Unfortunately, NetSurf still has no support for JavaScript.
~> Arora
Arora
is a minimalist QtWebKit-based web browser whose feature list includes
things like tab management, simple history, a bookmarks system and
global user CSS. The original codebase was written for Trolltech by
Benjamin C Meyer ("icefox"), a Qt developer. It was released as the Qt
Demo Browser as part of Qt 4.4.0, demonstrating the capabilities of the
then-new Qt-WebKit integration. After the release, Meyer forked the code
and continued working on it independently, under the name Arora.
~> SRWare Iron
SRWare Iron
is based on the Chromium-source but eliminates usage tracking and other
privacy violating functionality that Chrome includes. In contrast to
Chrome, it implements the latest version of the WebKit rendering engine,
and includes a built-in ad blocker. SRWare Iron is fast and with an
interface similar to that of Google Chrome.
~> Midori
Midori
web browser is known for its lightning speed. It uses the WebKit
rendering engine and the GTK+ 2 interface, and is part of the Xfce
desktop environment's Goodies component. Some of Midori's main features
are:
* Tabs, windows and session management
* Supports Netscape Extensions
* Flexibly configurable Web Search
* User scripts and user styles support
* Straightforward bookmark management
* toggle full image zoom
* Speed Dial
Here is the list of top 5 web browsers presently available on
internet. Chrome tops the list with its ultimate features and Firefox
follows it. IE, Opera and Safari are the rest of the browsers in the
list. Many other browsers like Maxthon, Epic, Avant etc are also
available.
Google Chrome is special as it got integration with the most popular search engine Google. Chrome loads web pages with lightening speed and gives better browsing experience. Skins, Apps and Themes are available for free from Google Chrome Store. Google also released some exclusive apps for Chrome like Using gmail offline and Remote Desktop App.

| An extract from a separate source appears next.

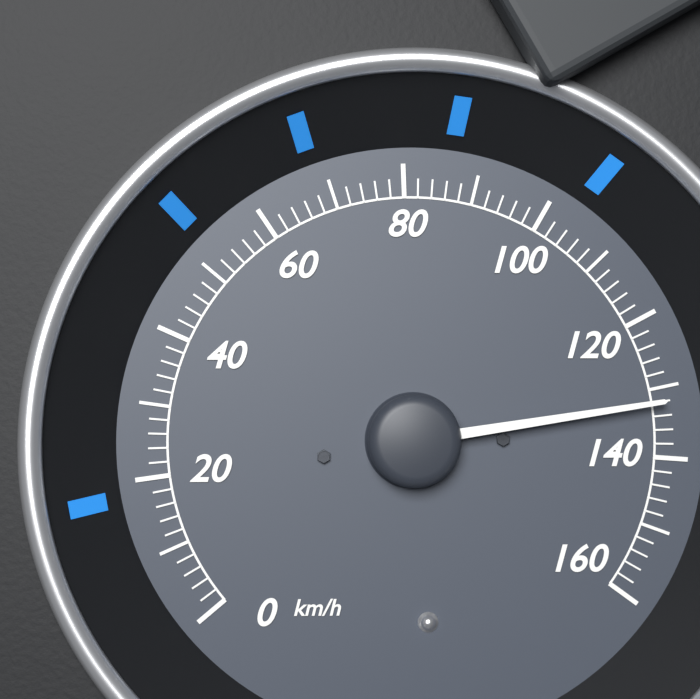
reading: 132 km/h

Mozilla Firefox is no doubt, the best browser for web designers and
bloggers. Many top Add-on’s are available for firefox users .Firefox got special and extreme options like bookmark management and persona, which adds a colorful theme to Firefox.
After
losing its market share to Firefox and Chrome, Microsoft upgraded
Internet Explorer to 7th version and later introduced features like
tabbed browsing, add-ons etc. It is mostly used to view sites that are
designed before 2004 and is now almost forgotten by every one. With the
release of Windows 8 pre developer version IE is upgraded to version 10. Download here direct...
Opera announced itself as the World’s most fastest browser after
beating Google Chrome in a test. In my view market share of Opera Mini,
used for mobile devices is more compared to Opera desktop. It can be
used in special cases to browse sites that are UN-secure and got many
java scripts. The look and feel of Opera is getting improved a lot and
not easily letting off the competition.
Safari is the most powerful browser created by Apple Inc. It is mostly
used by Apple fans and it got all browser options like PDF reader,
tabbed browsing, bookmarking etc. It is mostly used on Mac and on its
latest version it adds support to all types of CSS effects. It also got
250+ innovative features and worth trying it.